ANDERSON, Circuit Judge.

Plaintiff sought in the court below (295 F. 169) an injunction and accounting for trade-mark infringement and for unfair competition, on the ground that the defendant’s sale of “Liberty Bond” bread in Pawtucket, Central Falls, and vicinity, R. L, infringed the plaintiff’s alleged trade-mark “Bond.” In this court no contention is pressed of unfair competition or for an accounting. But the plaintiff still asserts itself entitled to an injunction.

Jurisdiction rests on diversity of citizenship. The appellant was organized in 1911, and at that time took over and has since operated a bakery in Providence. In what other cities and states it then had plants does not appear. In its Providence plant it manufactured and sold bread under various names, “Butternut,” “Mrs. Walker’s,” etc., but it did not use in Rhode Island the name “Bond” until 1921.

In 1915, it began to use the name “Bond” in Rochester, N. Y., after an advertising campaign like the one carried on in Providence in 1921, hereinafter described. It registered “Bond” as a trade-mark in the United States Patent Office on April 18,1916.
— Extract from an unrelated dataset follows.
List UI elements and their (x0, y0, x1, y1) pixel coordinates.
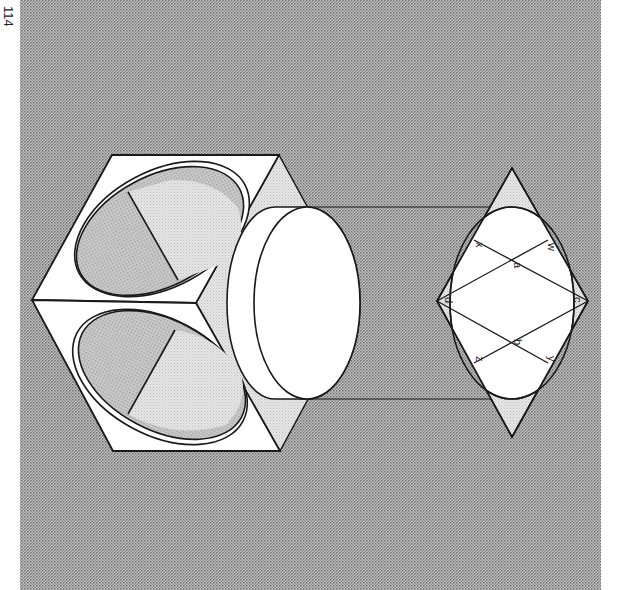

After similar advertising campaigns, it began in 1916 to sell “Bond” bread in Buffalo, and in May, 1917, in Philadelphia.
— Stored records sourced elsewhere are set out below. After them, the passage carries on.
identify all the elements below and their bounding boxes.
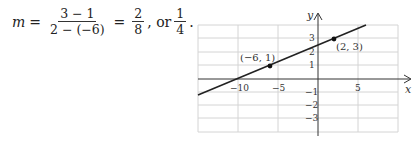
point-label: (2, 3) [336,41,363,52]
y-tick-label: −1 [305,87,318,97]
point-label: (−6, 1) [240,52,275,63]
point-marker [268,64,273,69]
x-tick-label: 5 [355,83,361,93]
y-tick-label: −3 [305,113,319,123]
y-tick-labels: 3 2 1 −1 −2 −3 [305,33,319,123]
y-axis-label: y [306,9,314,22]
y-tick-label: 3 [309,33,315,43]
x-tick-label: −5 [272,83,286,93]
coordinate-plane: x y −10 −5 5 3 2 1 −1 −2 −3 (−6, 1) (2, … [0,0,420,145]
y-tick-label: 1 [309,60,315,70]
x-tick-label: −10 [230,83,249,93]
y-tick-label: −2 [305,100,318,110]
x-axis-label: x [405,83,412,96]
In August, 1917, the defendant, acting, as the court below found, in entire good faith and without any knowledge of the plaintiff’s previous use of the word “Bond” in Rochester, Buffalo, and Philadelphia (three cities only), adopted the words “Liberty Bond” for bread manufactured and sold by it in Pawtucket, Central Falls, and vicinity. Defendant’s name and the Statue of Liberty appear conspicuously on the wrapper.

After this adoption of the name “Liberty Bond” by the defendant in August, 1917, *892 plaintiff extended the sale of its bread as “Bond” bread to some 20 cities and expended over $3,000,000 in advertising, apparently all directed to pushing “Bond” bread. But, so far as appears, in each city plaintiff represented its “Bond” bread to be of local genesis (as it did later in Rhode Island), and hence different from the “Bond” bread sold elsewhere.
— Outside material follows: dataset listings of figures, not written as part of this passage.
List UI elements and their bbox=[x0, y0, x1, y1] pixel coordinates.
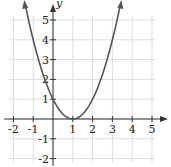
x-tick-label: 2 bbox=[89, 123, 96, 136]
curve-arrows bbox=[22, 0, 123, 9]
x-axis-arrow-icon bbox=[160, 116, 168, 122]
curve-arrow-right-icon bbox=[117, 0, 123, 9]
parabola-chart: -2-11234554321-1-2ty bbox=[0, 0, 171, 167]
y-tick-label: -1 bbox=[38, 133, 49, 146]
x-tick-label: -2 bbox=[8, 123, 19, 136]
x-tick-label: 5 bbox=[149, 123, 156, 136]
y-axis-label: y bbox=[55, 0, 63, 10]
x-tick-label: 3 bbox=[109, 123, 116, 136]
y-tick-label: -2 bbox=[38, 153, 49, 166]
curve-arrow-left-icon bbox=[22, 0, 28, 9]
x-tick-label: 1 bbox=[69, 123, 76, 136]
x-tick-label: -1 bbox=[28, 123, 39, 136]
tick-labels: -2-11234554321-1-2ty bbox=[8, 0, 171, 166]
y-tick-label: 5 bbox=[42, 14, 49, 27]
y-tick-label: 3 bbox=[42, 54, 49, 67]
y-tick-label: 4 bbox=[42, 34, 49, 47]
grid-lines bbox=[9, 16, 156, 163]
y-tick-label: 1 bbox=[42, 93, 49, 106]
axes bbox=[4, 4, 168, 166]
x-tick-label: 4 bbox=[129, 123, 136, 136]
On January 11, 1921, plaintiff notified defendant that it claimed that his use of the name “Liberty Bond” on bread wrappers was an infringement of its alleged trademark “Bond.” This was preliminary to introducing “Bond” bread to Rhode Island.

In March, 1921, plaintiff advertised in the Providence newspapers a prize contest among the women of Rhode Island in making bread. It announced that prizes amounting to $1,000 would be awarded to the 121- women who submitted the best loaves of bread and that—

“The prize-winning loaves will be taken as a model from which the General Baking Company will produce Bond bread. This Bond bread will be offered to the public after the expert bakers analyze the loaves the prize-winners submit, and copy their ingredients and qualities as modem baking science really can. These prize-winning loaves will be taken as ideals, which the General- Baking Company will copy and incorporate in a new loaf of bread to be called Bond bread.”

Also:

“This will be called Bond bread because it will be guaranteed by the Bond ■ of the General Baking Company, to possess ■ the same pure ‘home’ ingredients, the same homemade taste, the same crust, and the same texture as the best homemade loaves 'which your committee of' well-known Rhode Island women judges will choose. * * *
“We will make bread your way. * * * “And every day more and more Rhode Island people are adopting this 'child’ of those public-spirited women who submitted their homemade loaves.”

Thus, and otherwise, plaintiff represented that it would offer on the Rhode Island market a new bread, made in accordance with the ascertained, composite, bread-making skill of Rhode Island housewives, and that “Bond" would mean a guaranty by the plaintiff of conformity to the high standard thus learned from Rhode Island housewives.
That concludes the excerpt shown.